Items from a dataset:
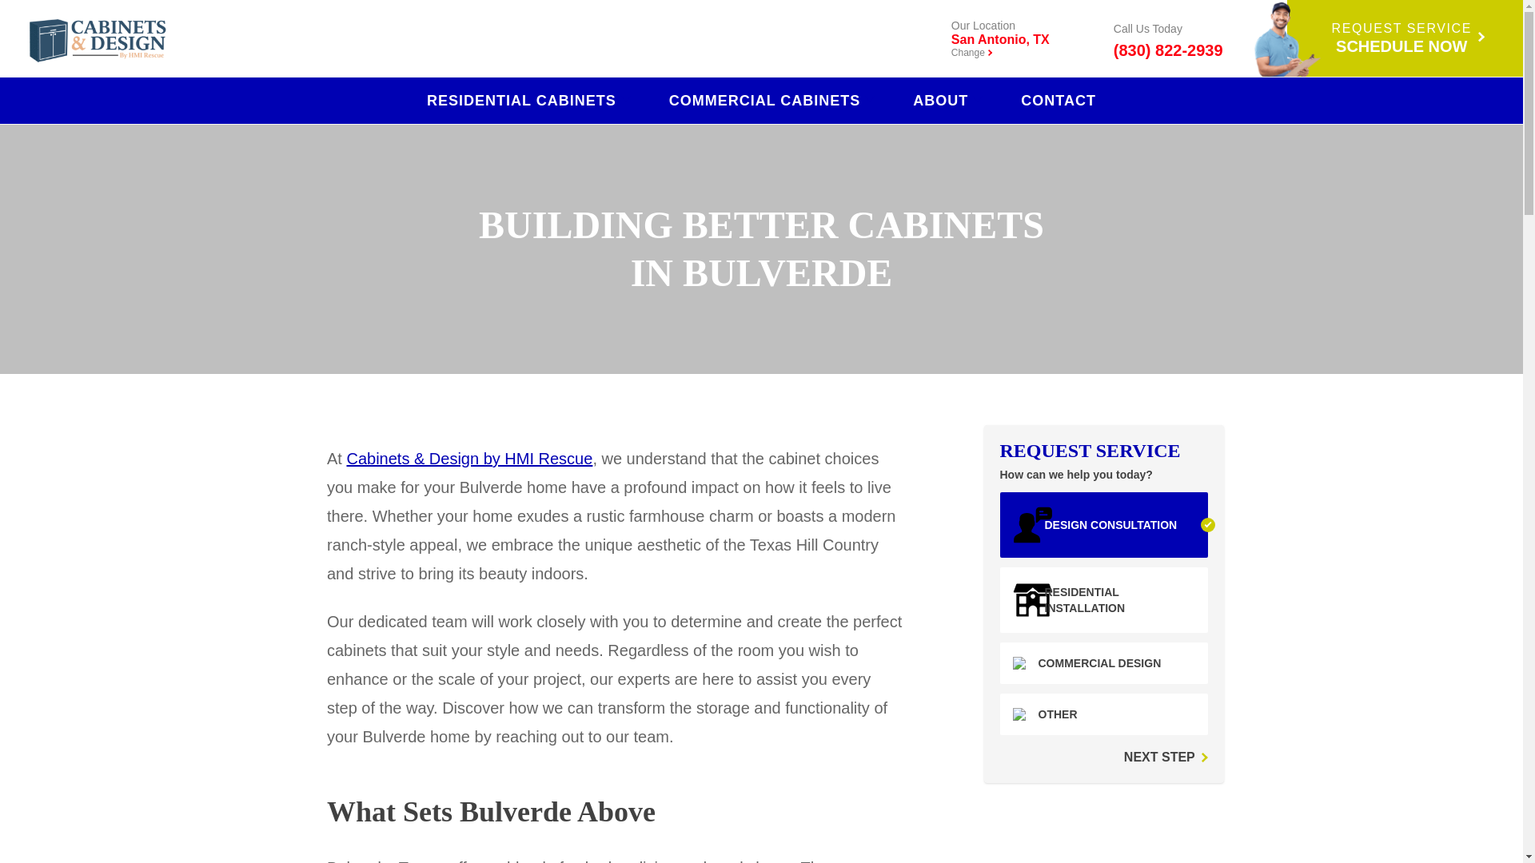 The height and width of the screenshot is (863, 1535). What do you see at coordinates (947, 100) in the screenshot?
I see `ABOUT` at bounding box center [947, 100].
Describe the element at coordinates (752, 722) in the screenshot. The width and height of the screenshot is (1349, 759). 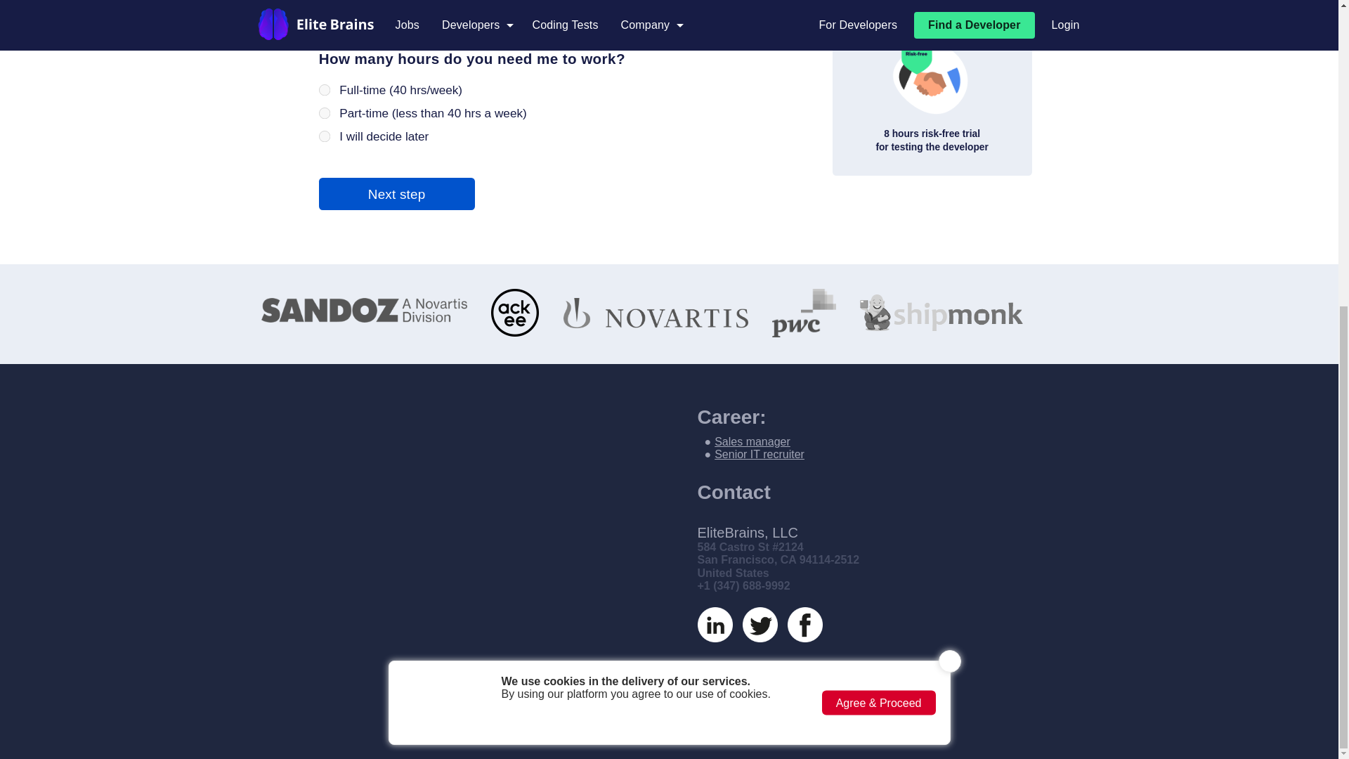
I see `Sitemap` at that location.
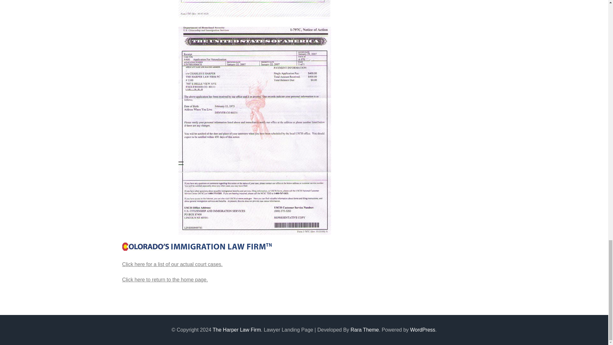 This screenshot has height=345, width=613. Describe the element at coordinates (172, 264) in the screenshot. I see `Click here for a list of our actual court cases.` at that location.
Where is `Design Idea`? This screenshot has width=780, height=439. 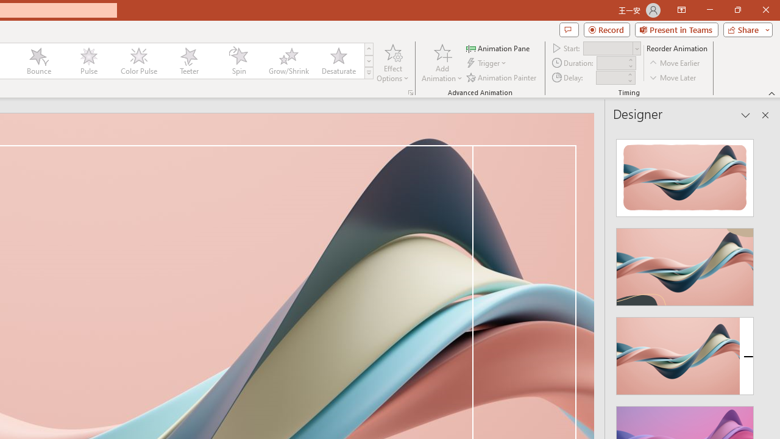
Design Idea is located at coordinates (685, 352).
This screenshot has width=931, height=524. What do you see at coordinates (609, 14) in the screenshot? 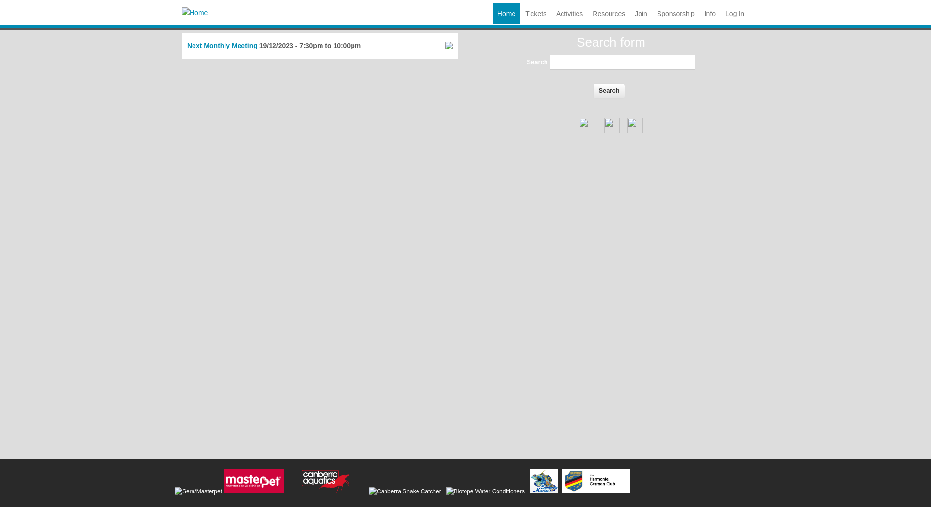
I see `Resources` at bounding box center [609, 14].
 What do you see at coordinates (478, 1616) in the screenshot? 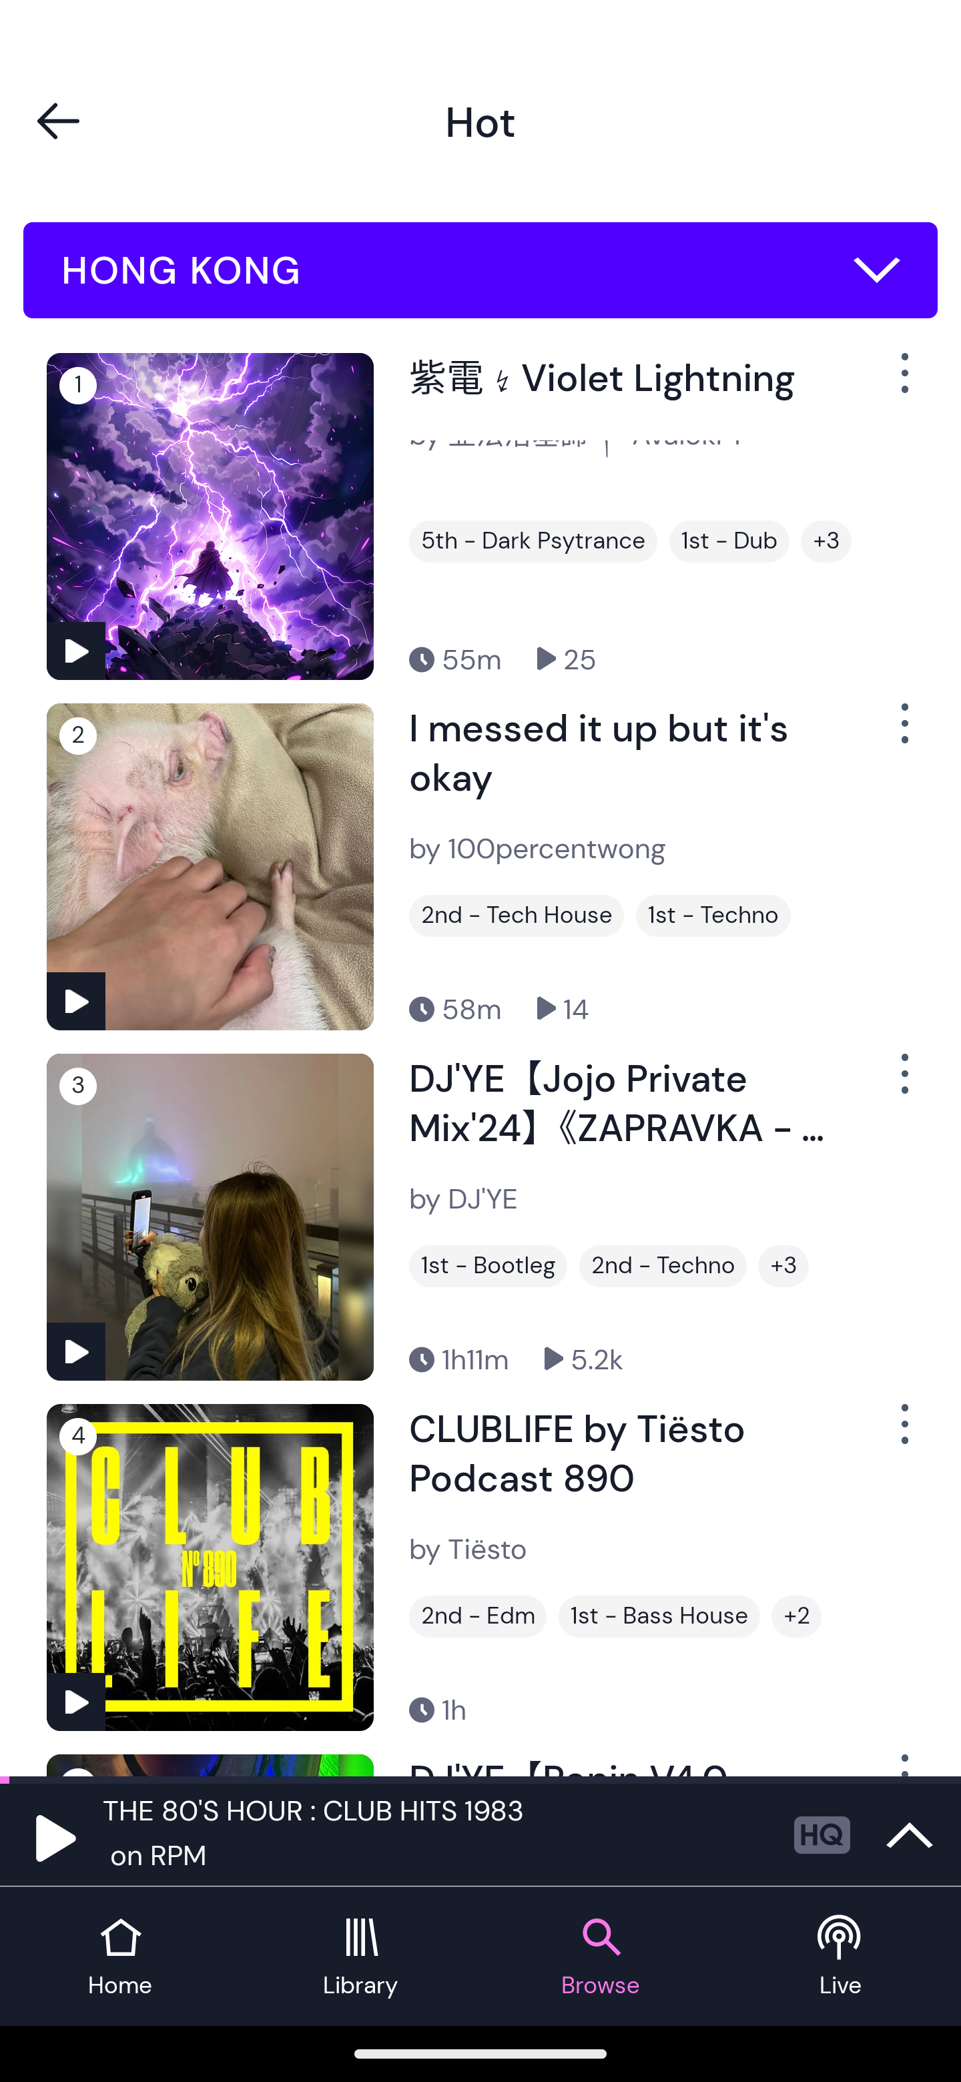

WHAT YOU SHOULD DO:
Copy the final portion of the records: every line from the one containing "This screenshot has width=931, height=524." through the last, word for word, without pictures.

ANSWER FOR THIS EXERCISE:
This screenshot has width=931, height=524. What do you see at coordinates (609, 14) in the screenshot? 
I see `Resources` at bounding box center [609, 14].
 What do you see at coordinates (478, 1616) in the screenshot? 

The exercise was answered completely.